All He Sees Are Her Sympathetic Eyes
MOVIE REVIEW
Last Chance Harvey (2008)
The critical response to “Last Chance Harvey” seems to have focused primarily on the plot’s adherence to the meet-cute romantic comedy blueprint, a deceptively dismissive way of looking at the picture. To characterize the movie as just another product of the rom-com assembly line is to ignore the depth of feeling Dustin Hoffman and Emma Thompson bring to their performances. It is also to neglect the wisdom of writer-director Joel Hopkins’s screenplay, the eloquent portrait it develops of the pain of aging alone and the ways the filmmaker illustrates the profound comfort of finding someone when all hope for doing so seems lost.
Mr. Hoffman plays Harvey Shine, a writer of commercial jingles stuck in a state of professional and personal stasis. He’s unappreciated at his job and emotionally detached from his daughter Susan (Liane Balaban), whose wedding brings him to London as the film begins. Soon after Susan – in an exchange filled with barely concealed disgust and sadness on both ends – tells him she wants her stepfather to give her away, Harvey decides he’s not needed and leaves the wedding for the airport. There, happenstance leads him to Kate Walker (Ms. Thompson), whose life is (as we have learned through cross-cutting) as lonely and unfulfilling as Harvey’s.
Set among the glittering, picturesque streets and squares of modern London, “Last Chance Harvey” simultaneously functions as a valentine to the city and an intensely personal character study. Mr. Hopkins consistently frames the characters in a fashion that places them at odds with their surroundings. We see Kate out at a bar, alone and cutoff from the conversation happening around her, and Harvey placed way down at the end of the table at a wedding dinner, far removed from Susan. The camera lingers on their faces during these moments, and the audience gleans a greater visceral understanding of the sadness of their seclusion.
Mr. Hoffman, an expert at using his body language to imbue mundane moments with significance, makes the most of the director’s generosity in a performance rife with masterful understatement. Harvey never really articulates what he’s thinking, but the pain of a wasted life can be read in his every gesture and facial expression. Ms. Thompson – as accomplished and undervalued an actress as any we have – brings Kate the hesitant, formal demeanor of a person resigned to a life of rejection. Observing the trajectory of the central relationship, particularly the ways they thaw each other out of their collective fog is an experience as uplifting and powerful as any to be had at the movies this year.
LAST CHANCE HARVEY
Opened on Dec. 25 in Manhattan.
Written and directed by Joel Hopkins; director of photography, John de Borman; edited by Robin Sales; production designer, Jon Henson; produced by Tim Perell and Nicola Usborne; released by Overture Films. Running time: 1 hour 39 minutes. This film is rated PG-13.
WITH: Dustin Hoffman (Harvey Shine), Emma Thompson (Kate), Eileen Atkins (Maggie), Liane Balaban (Susan), James Brolin (Brian) and Kathy Baker (Jean).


TASK ITEM: Images are not wanted; transcribe the rest of the listing exactly.

PROVIDED DATA:
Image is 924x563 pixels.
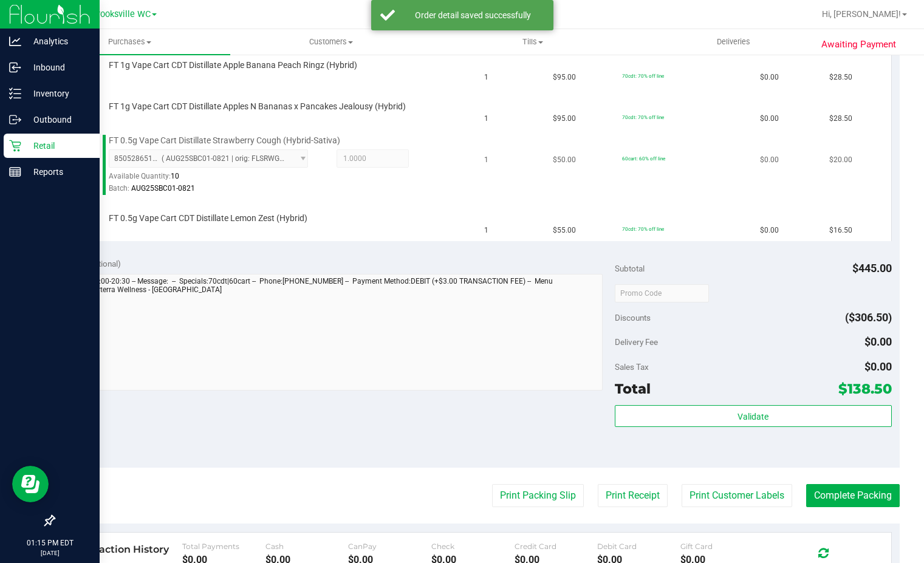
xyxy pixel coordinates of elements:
inline-svg: Analytics [9,35,21,48]
iframe: Resource center [12,466,48,503]
span: 10 [171,172,179,181]
inline-svg: Inbound [9,61,21,73]
p: Inventory [21,86,94,101]
div: Check [431,542,514,551]
inline-svg: Retail [9,140,21,152]
div: CanPay [348,542,431,551]
button: Validate [614,405,891,427]
span: Deliveries [700,36,767,48]
a: Purchases [29,29,230,55]
p: 01:15 PM EDT [6,538,94,548]
div: Available Quantity: [109,168,318,191]
span: FT 0.5g Vape Cart Distillate Strawberry Cough (Hybrid-Sativa) [109,135,340,147]
span: Hi, [PERSON_NAME]! [822,9,901,19]
input: Promo Code [614,285,709,302]
span: 1 [484,72,489,83]
button: Print Receipt [597,484,668,507]
span: Customers [231,36,431,48]
a: Customers [230,29,431,55]
span: Total [614,381,651,398]
span: $0.00 [760,72,779,83]
a: Deliveries [633,29,834,55]
span: Discounts [614,307,651,328]
p: Inbound [21,60,94,75]
button: Print Customer Labels [681,484,792,507]
span: Tills [432,36,632,48]
span: $138.50 [838,381,892,398]
span: Delivery Fee [614,337,658,347]
span: $28.50 [829,113,852,124]
a: Tills [432,29,633,55]
span: 1 [484,154,489,166]
span: 70cdt: 70% off line [622,226,664,232]
div: Total Payments [182,542,265,551]
span: $95.00 [552,72,576,83]
span: $445.00 [852,262,892,274]
span: 1 [484,225,489,236]
span: AUG25SBC01-0821 [131,184,195,193]
button: Print Packing Slip [492,484,584,507]
span: $0.00 [760,113,779,124]
span: Brooksville WC [92,9,151,19]
div: Credit Card [514,542,597,551]
span: FT 1g Vape Cart CDT Distillate Apple Banana Peach Ringz (Hybrid) [109,60,357,71]
span: Subtotal [614,264,644,273]
p: [DATE] [6,548,94,557]
p: Retail [21,139,94,153]
span: $50.00 [552,154,576,166]
span: Sales Tax [614,362,648,372]
button: Complete Packing [806,484,900,507]
span: $0.00 [864,336,892,348]
div: Cash [265,542,348,551]
inline-svg: Outbound [9,114,21,126]
inline-svg: Reports [9,166,21,178]
span: $0.00 [760,225,779,236]
span: $16.50 [829,225,852,236]
span: Batch: [109,184,129,193]
p: Reports [21,165,94,179]
p: Analytics [21,34,94,48]
span: Validate [737,412,768,422]
p: Outbound [21,112,94,127]
span: 60cart: 60% off line [622,156,665,161]
span: Awaiting Payment [821,38,896,52]
span: $0.00 [760,154,779,166]
inline-svg: Inventory [9,87,21,100]
span: FT 1g Vape Cart CDT Distillate Apples N Bananas x Pancakes Jealousy (Hybrid) [109,101,406,112]
div: Order detail saved successfully [402,9,544,21]
span: ($306.50) [845,311,892,323]
span: $95.00 [552,113,576,124]
span: $0.00 [864,361,892,373]
span: $55.00 [552,225,576,236]
span: $20.00 [829,154,852,166]
div: Gift Card [681,542,764,551]
span: Purchases [29,36,230,48]
span: FT 0.5g Vape Cart CDT Distillate Lemon Zest (Hybrid) [109,213,307,224]
div: Debit Card [597,542,681,551]
span: 1 [484,113,489,124]
span: $28.50 [829,72,852,83]
span: 70cdt: 70% off line [622,73,664,79]
span: 70cdt: 70% off line [622,115,664,120]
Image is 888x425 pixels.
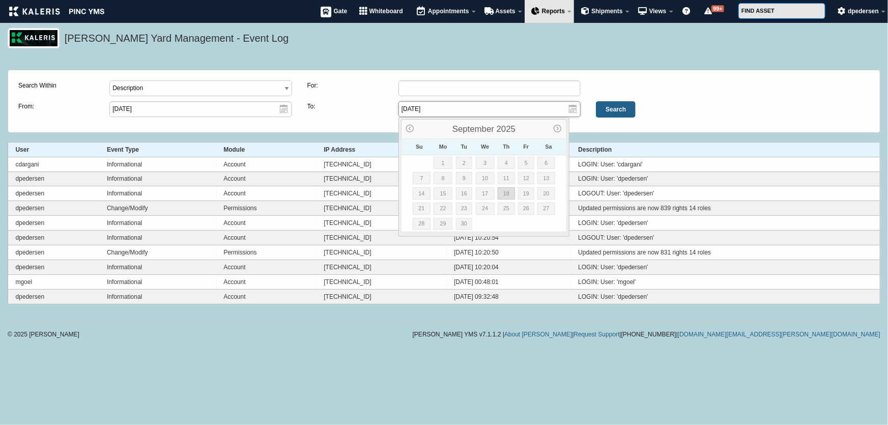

SOLUTION FOR THIS PROBLEM:
Image is 924x563 pixels.
xyxy pixel coordinates of elements:
inline-svg: Analytics [9,35,21,48]
iframe: Resource center [12,466,48,503]
span: 10 [171,172,179,181]
inline-svg: Inbound [9,61,21,73]
p: Inventory [21,86,94,101]
div: Check [431,542,514,551]
inline-svg: Retail [9,140,21,152]
div: CanPay [348,542,431,551]
button: Validate [614,405,891,427]
span: Deliveries [700,36,767,48]
a: Purchases [29,29,230,55]
p: 01:15 PM EDT [6,538,94,548]
div: Available Quantity: [109,168,318,191]
span: FT 0.5g Vape Cart Distillate Strawberry Cough (Hybrid-Sativa) [109,135,340,147]
span: Hi, [PERSON_NAME]! [822,9,901,19]
input: Promo Code [614,285,709,302]
span: 1 [484,72,489,83]
button: Print Receipt [597,484,668,507]
span: Customers [231,36,431,48]
a: Customers [230,29,431,55]
span: Total [614,381,651,398]
span: $0.00 [760,72,779,83]
a: Deliveries [633,29,834,55]
span: Discounts [614,307,651,328]
p: Inbound [21,60,94,75]
button: Print Customer Labels [681,484,792,507]
span: Tills [432,36,632,48]
span: $138.50 [838,381,892,398]
span: Delivery Fee [614,337,658,347]
span: $28.50 [829,113,852,124]
a: Tills [432,29,633,55]
span: 1 [484,154,489,166]
span: 70cdt: 70% off line [622,226,664,232]
div: Total Payments [182,542,265,551]
span: $95.00 [552,72,576,83]
span: $445.00 [852,262,892,274]
span: 1 [484,225,489,236]
span: AUG25SBC01-0821 [131,184,195,193]
button: Print Packing Slip [492,484,584,507]
span: $0.00 [760,113,779,124]
span: Brooksville WC [92,9,151,19]
div: Credit Card [514,542,597,551]
span: FT 1g Vape Cart CDT Distillate Apple Banana Peach Ringz (Hybrid) [109,60,357,71]
span: Subtotal [614,264,644,273]
p: [DATE] [6,548,94,557]
p: Retail [21,139,94,153]
span: $50.00 [552,154,576,166]
span: Sales Tax [614,362,648,372]
button: Complete Packing [806,484,900,507]
span: $0.00 [864,336,892,348]
div: Cash [265,542,348,551]
inline-svg: Outbound [9,114,21,126]
inline-svg: Reports [9,166,21,178]
span: $0.00 [760,225,779,236]
span: $16.50 [829,225,852,236]
span: Batch: [109,184,129,193]
p: Reports [21,165,94,179]
p: Analytics [21,34,94,48]
span: Validate [737,412,768,422]
p: Outbound [21,112,94,127]
span: 60cart: 60% off line [622,156,665,161]
span: Awaiting Payment [821,38,896,52]
span: $0.00 [760,154,779,166]
inline-svg: Inventory [9,87,21,100]
span: FT 1g Vape Cart CDT Distillate Apples N Bananas x Pancakes Jealousy (Hybrid) [109,101,406,112]
div: Order detail saved successfully [402,9,544,21]
span: ($306.50) [845,311,892,323]
span: $95.00 [552,113,576,124]
span: $0.00 [864,361,892,373]
span: $55.00 [552,225,576,236]
span: $20.00 [829,154,852,166]
div: Gift Card [681,542,764,551]
span: Purchases [29,36,230,48]
span: FT 0.5g Vape Cart CDT Distillate Lemon Zest (Hybrid) [109,213,307,224]
div: Debit Card [597,542,681,551]
span: 1 [484,113,489,124]
span: $28.50 [829,72,852,83]
span: 70cdt: 70% off line [622,73,664,79]
span: 70cdt: 70% off line [622,115,664,120]
Image is 888x425 pixels.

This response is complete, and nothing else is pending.